USS England didn't get all of the Japanese sub line. There were two more. But the Pacific had a hard boundary line of control between Gen. MacArther and ADM Nimitz and the other two subs were in MacArthur's area. The ships were forbidden to cross the line.

The exploits of the England were cause for the name to be carried over to another ship, DLG/CG-22.

A long time ago, Proceedings published an account of the twelve days of the USS England, as written by the XO of the ship. It made for every interesting reading.
 
Fascinating

Great history leason. These systems helped turn tne tide of war (thats a play on words)-another interesting dvelopment was proximity fusing-for anti aircraft weapons.
 
The VT fuze was devastating during the Battle of the Bulge. It removed the need for observation for timed fusing.

The Battle of Okinawa might have been lost without the VT fuze.
 
The VT fuze was devastating during the Battle of the Bulge. It removed the need for observation for timed fusing.

The Battle of Okinawa might have been lost without the VT fuze.

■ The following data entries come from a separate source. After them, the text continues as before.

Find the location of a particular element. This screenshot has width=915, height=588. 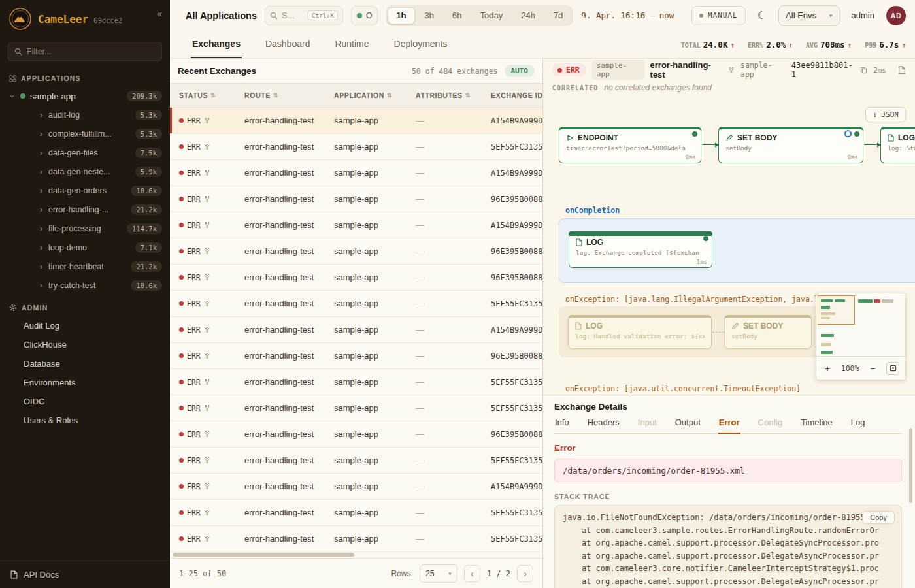

main-tab: Exchanges is located at coordinates (216, 45).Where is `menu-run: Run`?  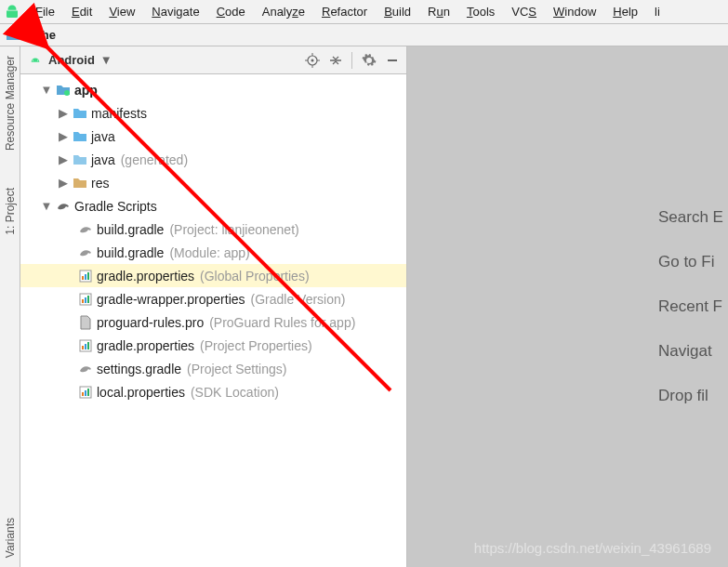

You may not know how difficult it was to shoot timed fused projectiles so they would explode at the right height above ground. I was trained in the field artillery, and it took a lot of fussy work, much time, and probably several trial shots before the right fuse setting could be found. By that time the target would probably have figured out he was being shot at and had departed the area. VT changed that completely.